ACTION ITEM: An exact copy of every line from the one holding "pyautogui.click(x=<x>, y=<y>)" to the end of the entries below is required; leave the pictures out.

DATA FOR THE TASK:
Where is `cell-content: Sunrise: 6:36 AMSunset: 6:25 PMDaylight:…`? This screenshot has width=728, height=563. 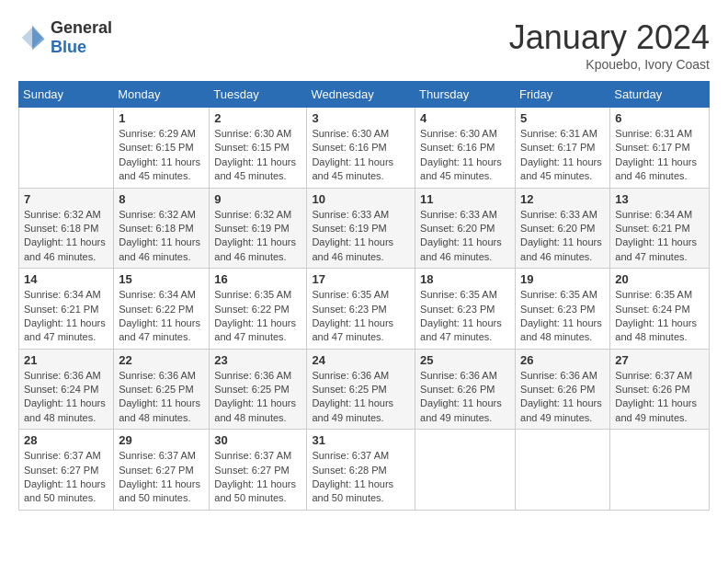 cell-content: Sunrise: 6:36 AMSunset: 6:25 PMDaylight:… is located at coordinates (257, 397).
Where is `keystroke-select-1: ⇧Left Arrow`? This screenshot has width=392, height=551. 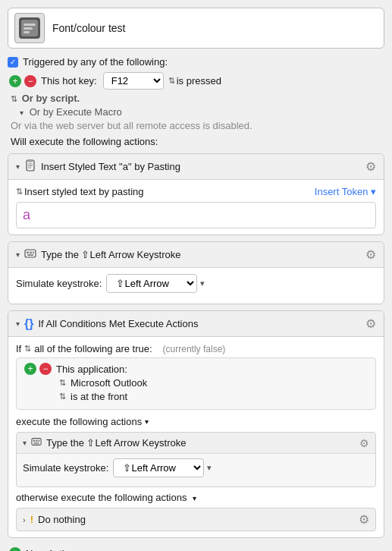 keystroke-select-1: ⇧Left Arrow is located at coordinates (152, 284).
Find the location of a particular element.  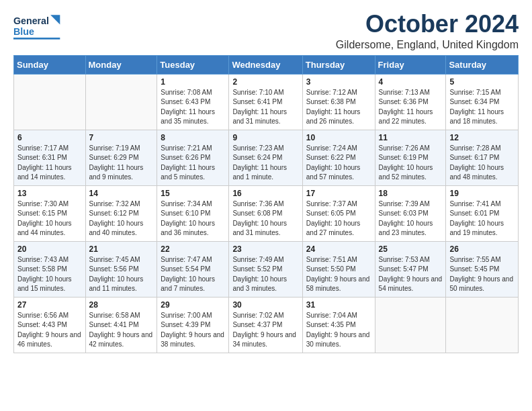

calendar-cell: 12Sunrise: 7:28 AMSunset: 6:17 PMDayligh… is located at coordinates (482, 157).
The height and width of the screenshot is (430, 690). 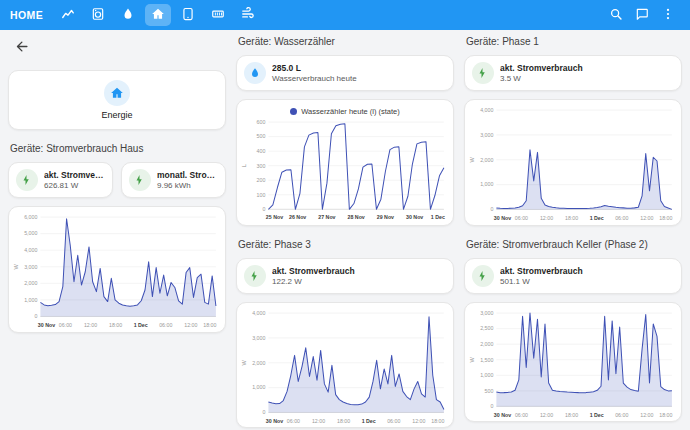 What do you see at coordinates (294, 112) in the screenshot?
I see `legend-dot` at bounding box center [294, 112].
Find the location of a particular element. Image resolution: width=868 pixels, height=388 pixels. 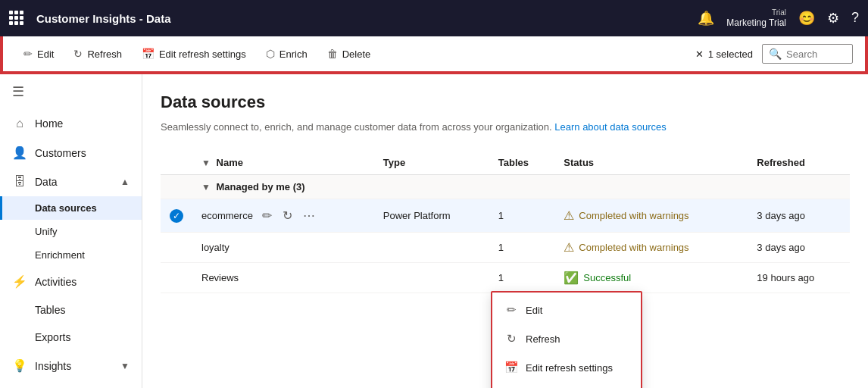

user-icon: 😊 is located at coordinates (807, 18).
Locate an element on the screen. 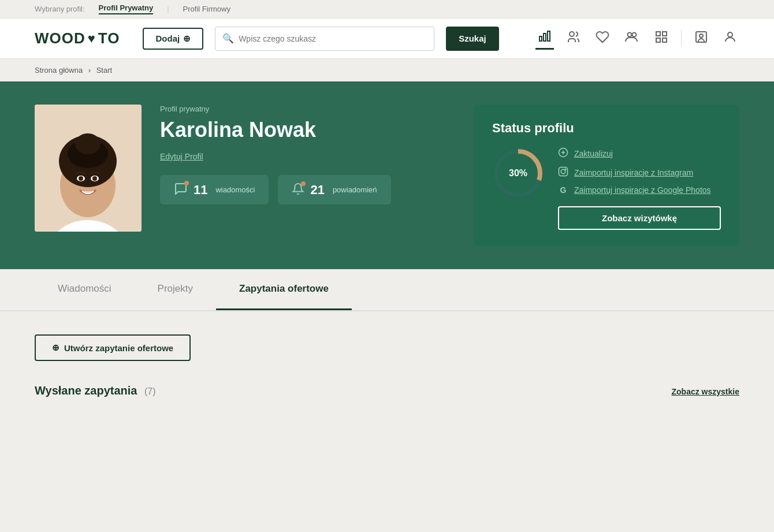  edit-profile-link: Edytuj Profil is located at coordinates (181, 157).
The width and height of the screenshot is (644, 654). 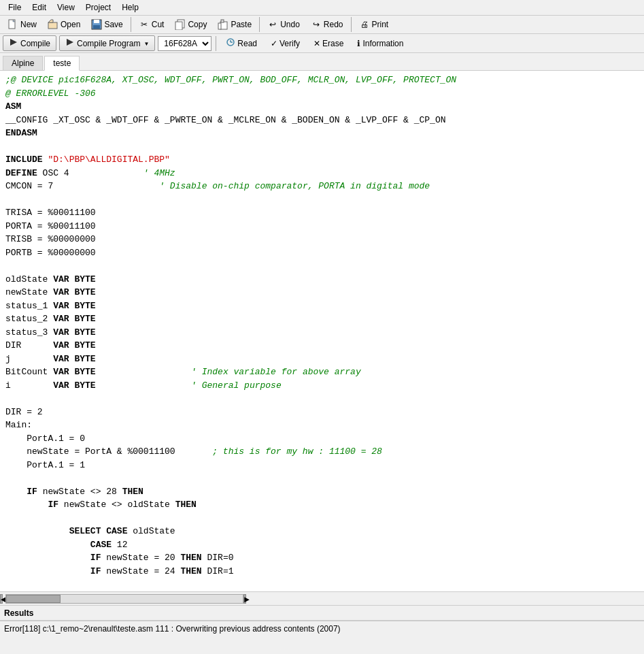 I want to click on print-button: 🖨 Print, so click(x=374, y=24).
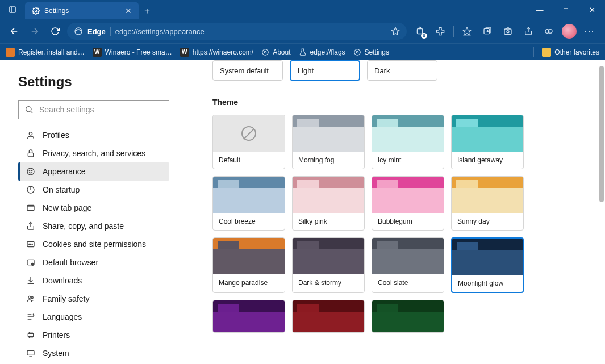 The height and width of the screenshot is (364, 605). I want to click on window-controls: — □ ✕, so click(566, 10).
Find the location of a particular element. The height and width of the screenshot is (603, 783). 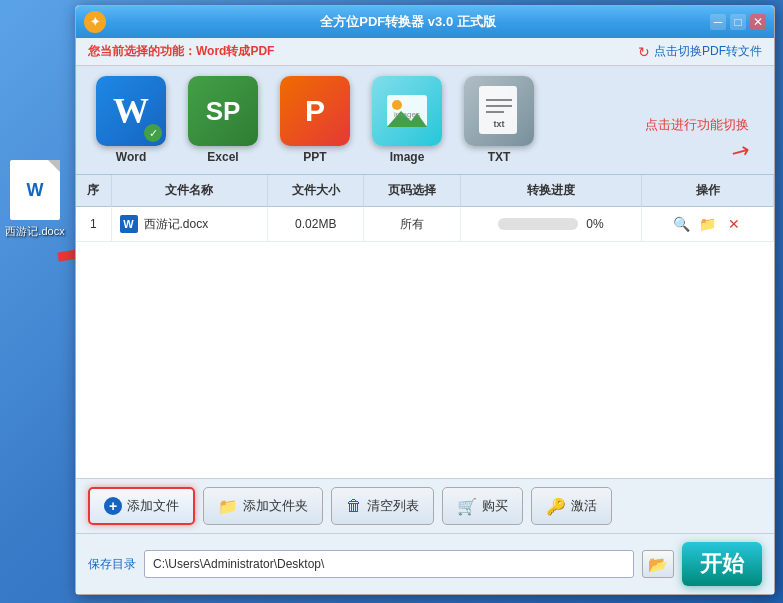

word-icon-letter: W is located at coordinates (131, 111).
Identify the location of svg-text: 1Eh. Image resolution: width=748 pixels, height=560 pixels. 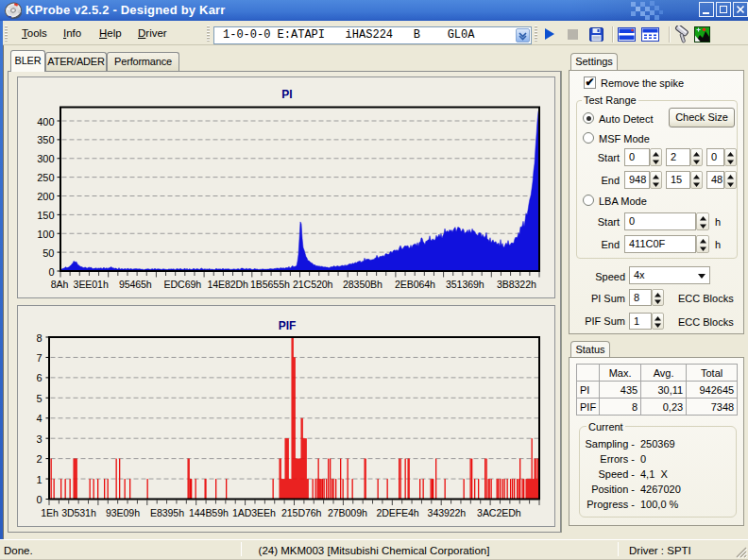
(49, 513).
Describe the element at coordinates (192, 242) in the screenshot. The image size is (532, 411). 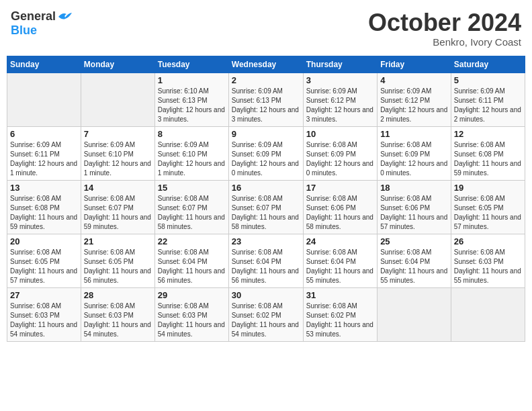
I see `day-number: 22` at that location.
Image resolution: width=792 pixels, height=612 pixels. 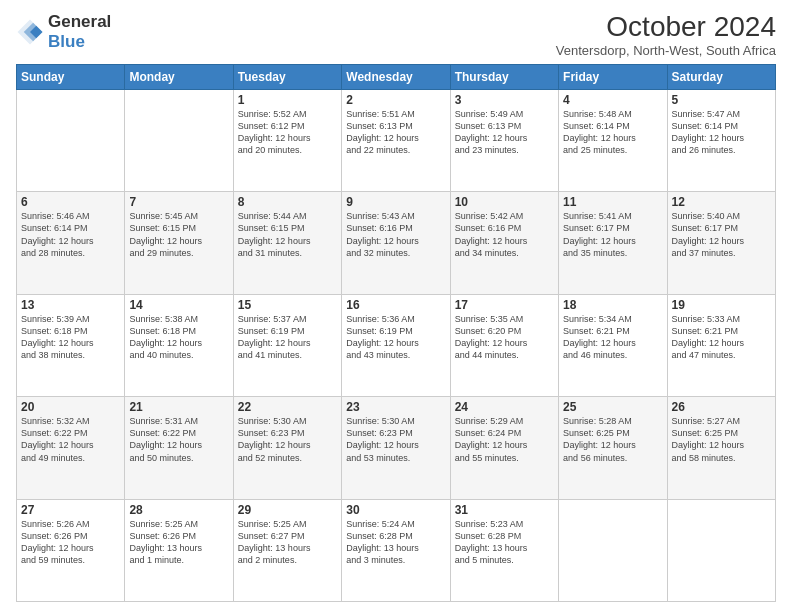 What do you see at coordinates (287, 76) in the screenshot?
I see `calendar-day-header: Tuesday` at bounding box center [287, 76].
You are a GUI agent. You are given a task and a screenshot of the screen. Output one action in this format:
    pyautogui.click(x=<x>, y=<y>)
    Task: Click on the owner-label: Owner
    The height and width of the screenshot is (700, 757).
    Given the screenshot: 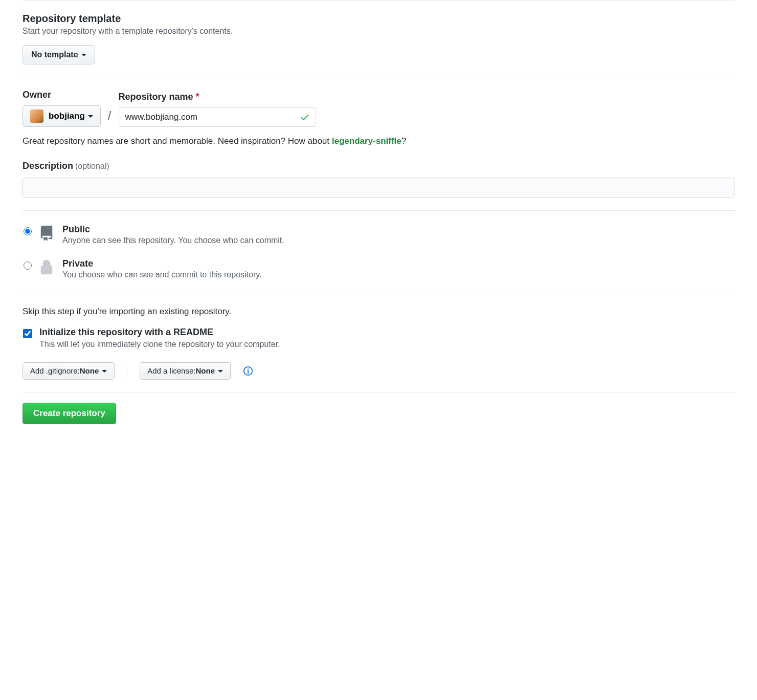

WORKED SOLUTION:
    pyautogui.click(x=<x>, y=<y>)
    Task: Click on the owner-label: Owner
    The height and width of the screenshot is (700, 757).
    Given the screenshot: 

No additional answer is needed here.